At one point my team Pwllheli Rugby Club were paying me some 'boot money' to cut grass and mark the lines just to give me something."
Some of the players just get peanuts, a couple of quid boot money that barely covers their petrol or the cash they lose taking time off work.
Campese compared the astronomical wages on offer in some areas of the game now to the boot money he and his team-mates used to receive in the amateur era.
Rugby did not become fully professional until 1995 by which time the game's authorities believed it was the only way to stop the exodus to rugby league and end the "shamateurism" that saw many players receive boot money payments.
There had always been boot money, of course, but the sport is now an industry and to keep sponsors and attract crowds it needs more than cheap bars and plentiful beer - it needs to entertain and to excite.
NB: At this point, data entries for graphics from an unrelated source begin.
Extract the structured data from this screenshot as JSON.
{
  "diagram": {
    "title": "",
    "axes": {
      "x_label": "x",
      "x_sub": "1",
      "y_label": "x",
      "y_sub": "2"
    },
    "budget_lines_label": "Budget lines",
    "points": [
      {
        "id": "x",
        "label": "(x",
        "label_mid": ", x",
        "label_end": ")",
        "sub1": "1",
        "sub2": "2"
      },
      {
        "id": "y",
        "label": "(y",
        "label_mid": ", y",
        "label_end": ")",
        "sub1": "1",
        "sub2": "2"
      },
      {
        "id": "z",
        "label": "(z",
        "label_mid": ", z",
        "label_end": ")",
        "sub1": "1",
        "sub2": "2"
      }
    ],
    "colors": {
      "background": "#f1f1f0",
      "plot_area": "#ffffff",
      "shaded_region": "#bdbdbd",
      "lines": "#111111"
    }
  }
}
Marginson used to be a milkman, reliant on boot money from the likes of Salford City and Bacup Borough.
"What the hell are you doing here?" I asked him, knowing he would only be earning, at best, pounds 10-a-week boot money.
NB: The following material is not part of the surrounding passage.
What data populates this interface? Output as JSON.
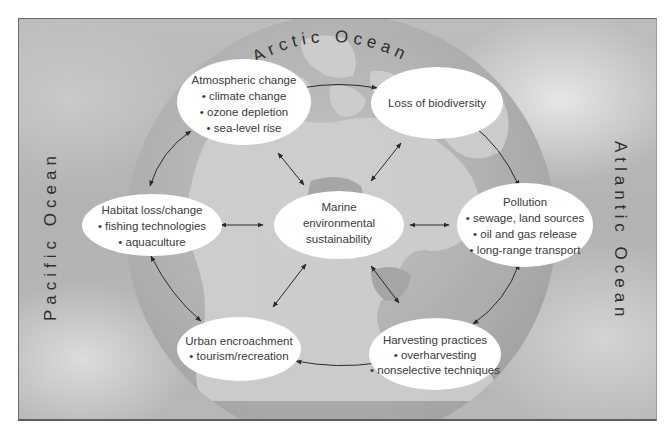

Under 10s players also received hand-painted individually designed boot money boxes, painted by Peter Smith of Stoke-on-Trent.
Chances are it was seen back in the distant past when Moseley were plying their trade at The Reddings but even then it is unlikely the hat-trick hero was earning his boot money in the front row.
They might be a collection of office and manual workers, playing for little more than boot money.
Campese compared th Eastronomical wages on offer in some areas of the game today to the boot money he and his team-mates used to receive in the amateur era.